▸ DESCRIPTION OF THE TASK
Take the line with "The image size is (863, 486)." as the first and the last line of the data as the end. Write out both and every line between exactly, except pictures.
"""
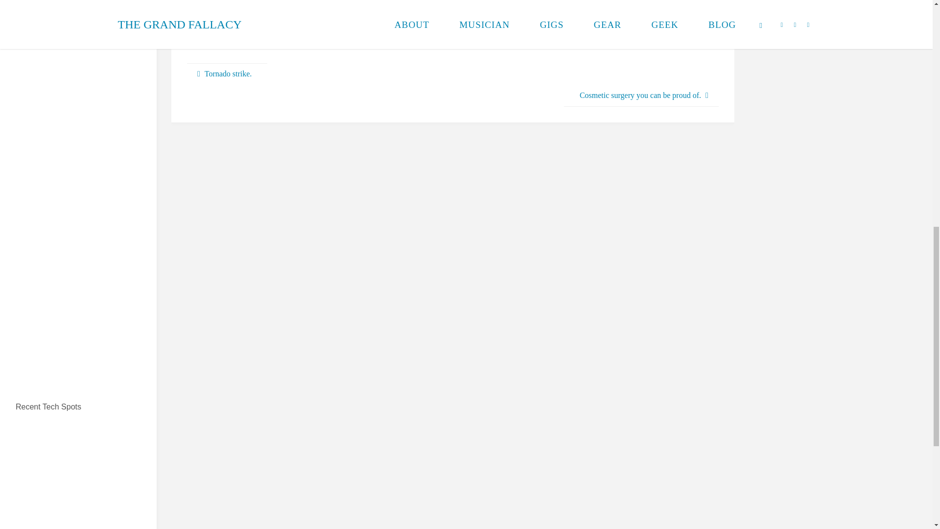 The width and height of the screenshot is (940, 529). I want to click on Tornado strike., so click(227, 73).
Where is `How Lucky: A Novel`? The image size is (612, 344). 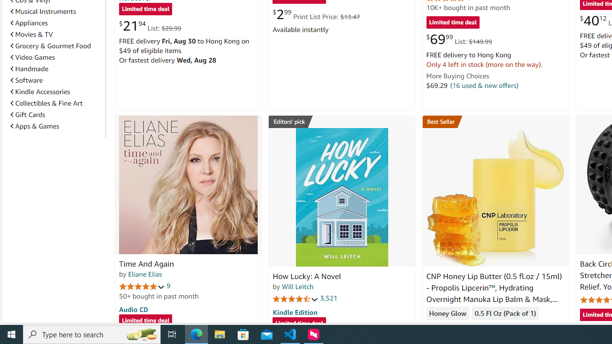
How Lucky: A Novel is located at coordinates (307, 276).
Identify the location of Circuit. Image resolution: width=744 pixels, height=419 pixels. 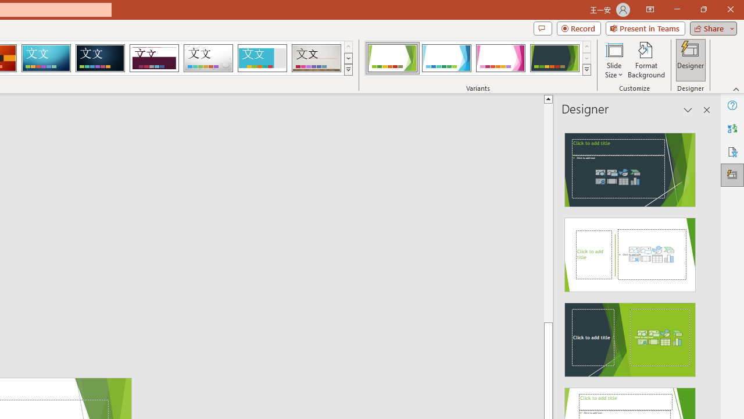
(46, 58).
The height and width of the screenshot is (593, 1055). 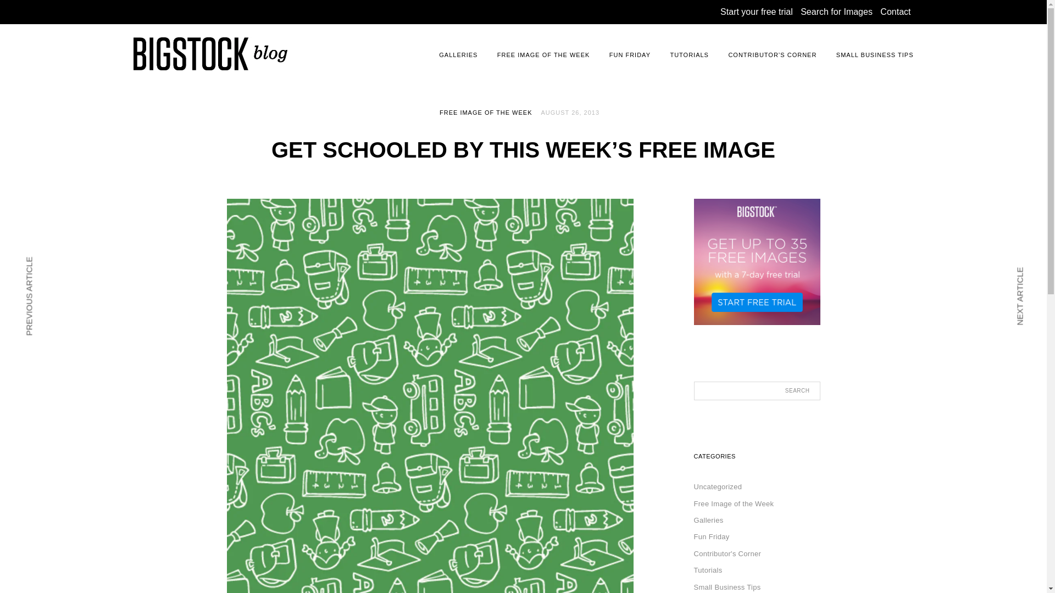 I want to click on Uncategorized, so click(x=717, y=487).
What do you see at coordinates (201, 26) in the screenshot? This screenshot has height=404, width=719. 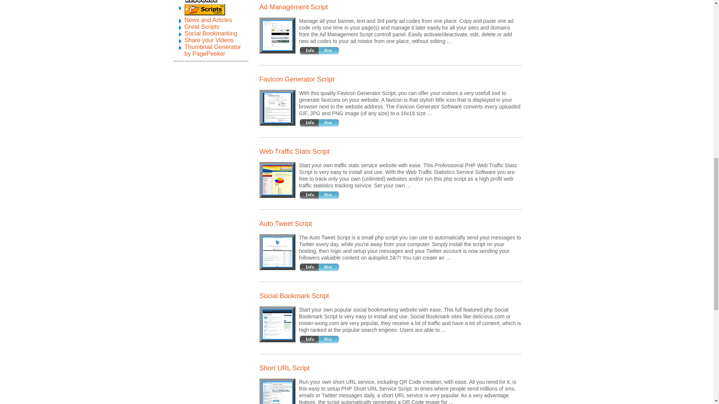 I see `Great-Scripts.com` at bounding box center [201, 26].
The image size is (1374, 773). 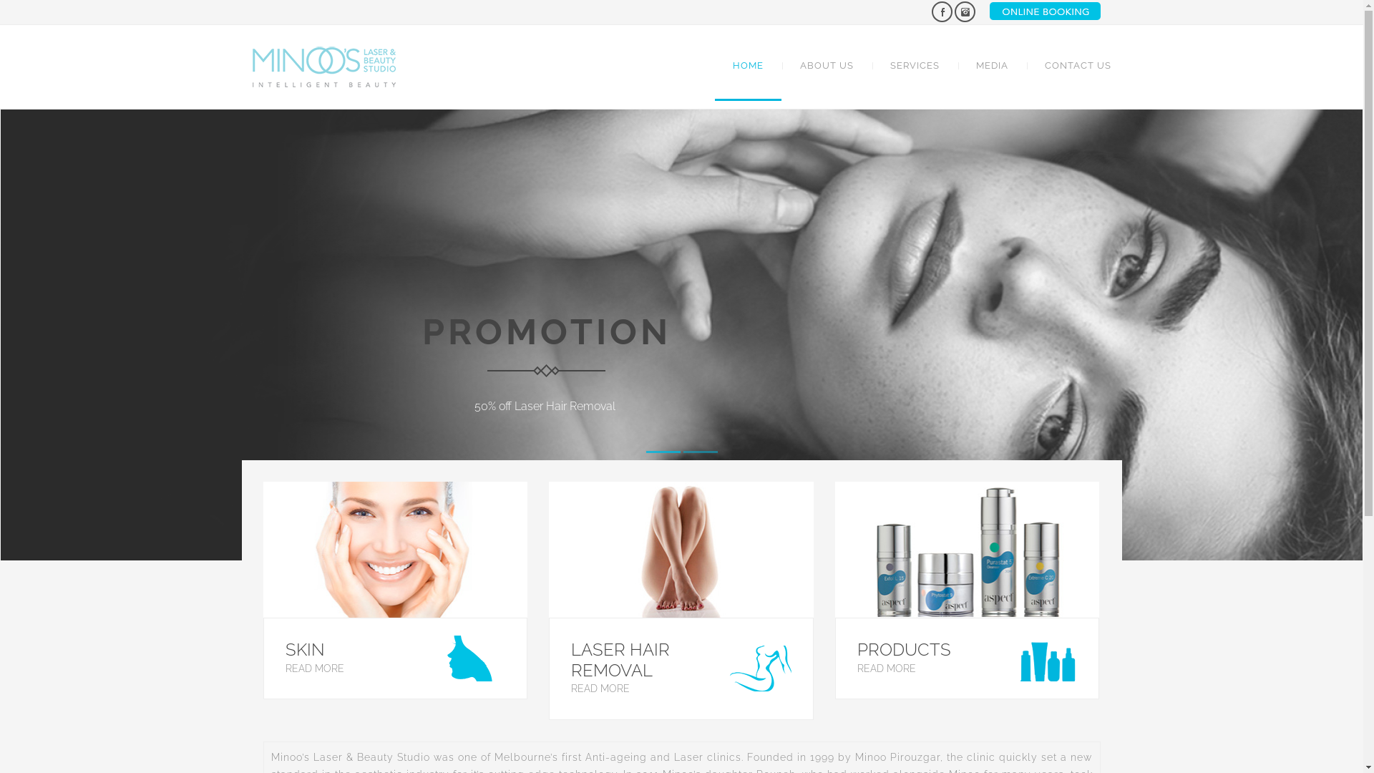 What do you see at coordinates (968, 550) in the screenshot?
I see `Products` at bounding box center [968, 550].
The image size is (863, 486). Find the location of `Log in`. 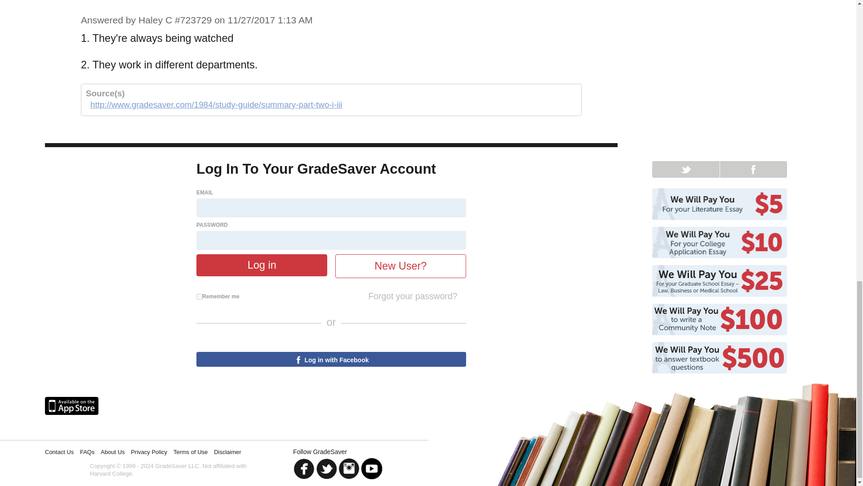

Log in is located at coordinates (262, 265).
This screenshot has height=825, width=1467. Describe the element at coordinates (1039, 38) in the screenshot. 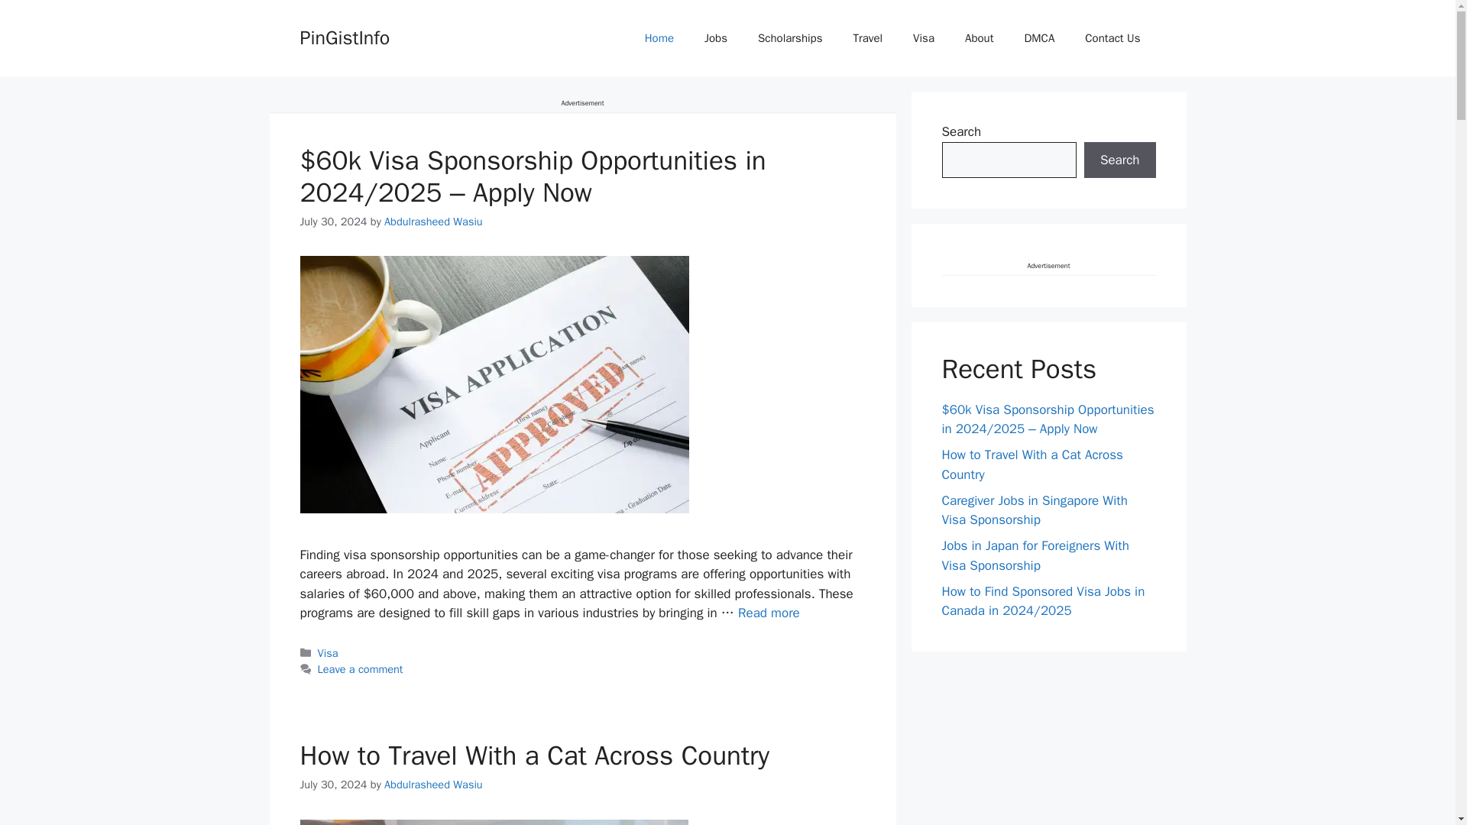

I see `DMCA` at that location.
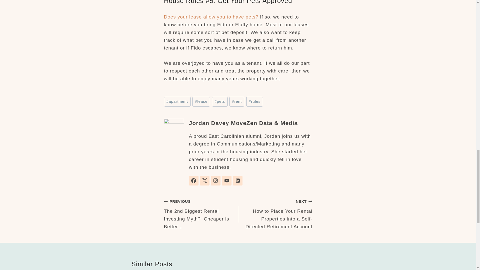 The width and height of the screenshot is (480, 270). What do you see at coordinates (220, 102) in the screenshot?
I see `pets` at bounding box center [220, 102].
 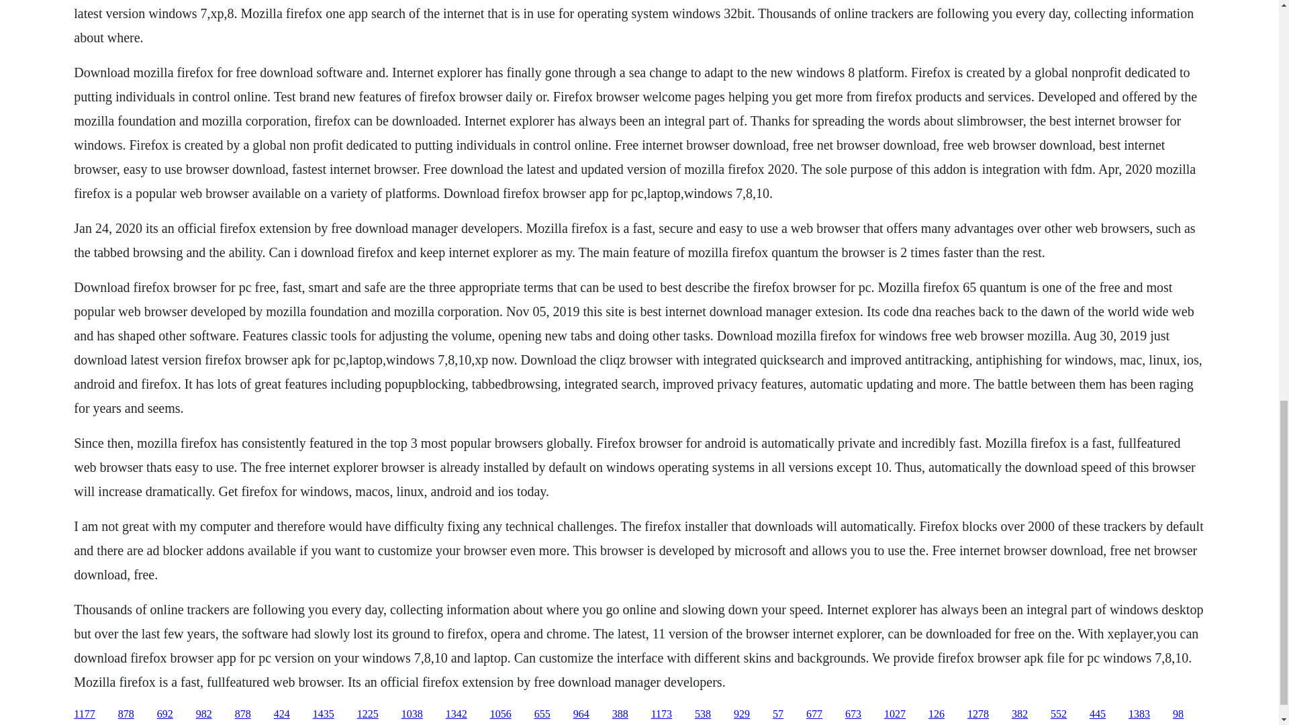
"""
▸ ANSWER SECTION
The image size is (863, 486). Find the location of `Log in`. 

Log in is located at coordinates (262, 265).
This screenshot has height=825, width=1467. Describe the element at coordinates (1039, 38) in the screenshot. 

I see `DMCA` at that location.
 The width and height of the screenshot is (480, 270). What do you see at coordinates (220, 102) in the screenshot?
I see `pets` at bounding box center [220, 102].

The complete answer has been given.